Few Japanese politicians have appreciated and harnessed the power of intimidation better than Shin Kanemaru. Reports of his use of gangsters for political ends dates back at least to 1987, when he was still on the rise and was backing Mr Takeshita's ultimately successful bid to be Prime Minister.
According to prosecutors, Mr Kanemaru sought the help of Susumu Ishii, head of the Inagawa-kai crime syndicate, to silence a right-wing group campaigning against Mr Takeshita.
The rightists, seeking to damn the candidate with their praise, had been broadcasting sarcastic pro-Takeshita messages at high volume from mobile sound trucks around the offices of ruling party Diet members who were to select the PM. The yakuza boss is said to have brokered an end to the harassment campaign, which in turn marked the beginning of a close association with Mr Kanemaru that lasted until Ishii died last year.
The first contact with the crime chief came through a man called Hiroyasu Watanabe. Mr Kanemaru probably wishes now he had never met this man, who was a wildly ambitious president of an express courier company called Tokyo Sagawa Kyubin. Today he is the central figure in the scandal which forced Mr Kanemaru to quit and which may yet cut short Mr Kiichi Miyazawa's term as Prime Minister.
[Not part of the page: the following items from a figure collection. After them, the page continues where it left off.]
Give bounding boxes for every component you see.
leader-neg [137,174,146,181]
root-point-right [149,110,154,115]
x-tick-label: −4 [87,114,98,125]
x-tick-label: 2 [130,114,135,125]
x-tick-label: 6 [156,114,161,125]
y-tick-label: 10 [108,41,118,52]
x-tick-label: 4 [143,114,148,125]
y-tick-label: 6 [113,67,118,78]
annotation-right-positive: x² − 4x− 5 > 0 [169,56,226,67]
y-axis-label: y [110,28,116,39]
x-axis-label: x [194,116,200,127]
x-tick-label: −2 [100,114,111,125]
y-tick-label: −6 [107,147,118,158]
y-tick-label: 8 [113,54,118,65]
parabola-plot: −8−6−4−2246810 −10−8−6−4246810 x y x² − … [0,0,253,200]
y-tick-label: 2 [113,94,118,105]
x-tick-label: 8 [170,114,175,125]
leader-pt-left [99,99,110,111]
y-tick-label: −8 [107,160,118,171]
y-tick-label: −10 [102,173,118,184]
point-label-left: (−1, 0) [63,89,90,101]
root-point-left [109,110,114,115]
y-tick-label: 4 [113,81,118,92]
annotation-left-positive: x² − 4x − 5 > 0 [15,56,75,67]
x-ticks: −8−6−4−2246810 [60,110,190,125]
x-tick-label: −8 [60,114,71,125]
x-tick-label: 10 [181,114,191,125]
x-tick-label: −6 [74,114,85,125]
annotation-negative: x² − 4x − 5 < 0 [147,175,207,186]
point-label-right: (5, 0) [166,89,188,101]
The courier company was bankrupted by its president's mad quest for favor in political and crime worlds, into which he pumped hundreds of millions of dollars in cash, loans and loan guarantees. A month ago Mr Kanemaru publicly admitted receipt of a 500million yen ($A5.7million) ``donation" _ more than 300 times the legal limit.
He resigned as ruling party vice-president to show he was sorry, and shut himself inside his Tokyo mansion for the month of September, waiting for prosecutors and the Japanese public to leave him alone.
The prosecutors obliged, abandoning plans to cross-examine Mr Kanemaru and summarily fining him 200,000 yen ($A2300) for violating Japan's Political Funds law. But public anger exploded on a scale rarely seen in this normally passive society, with protests centring on the meagre penalty and the favorable treatment of Mr Kanemaru.
By the time he emerged from hiding and showed up for work earlier this month to resume duties as a faction chief, most of the country and a large number of MPs from his own party had turned against him. The great fixer and kingmaker, the man who routinely showed contempt for democracy, was finally shamed into retirement by the will of the people.
While public pressure for more action remains, prosecutors have given mixed signals about their determination, or lack of it, to pursue others caught in the Sagawa net _ and about whether to lay bribery charges, which are difficult to sustain.
Speculation that the scandal may lapse soon is also fuelled by a conspicuous lack of vigilance from opposition parties, which are said to have dirty money recipients in their own ranks.
The strength of public opinion may yet push Japan's politicians into making a brave start on reform, which is essential if this country wants to be taken more seriously as a global political leader.
In the absence of drastic change, the Japanese politicians are destined to remain utterly preoccupied with their pathetic business of raising cash and trading favors, leaving important policy detail in the hands of the faceless, unelected bureaucrats as usual.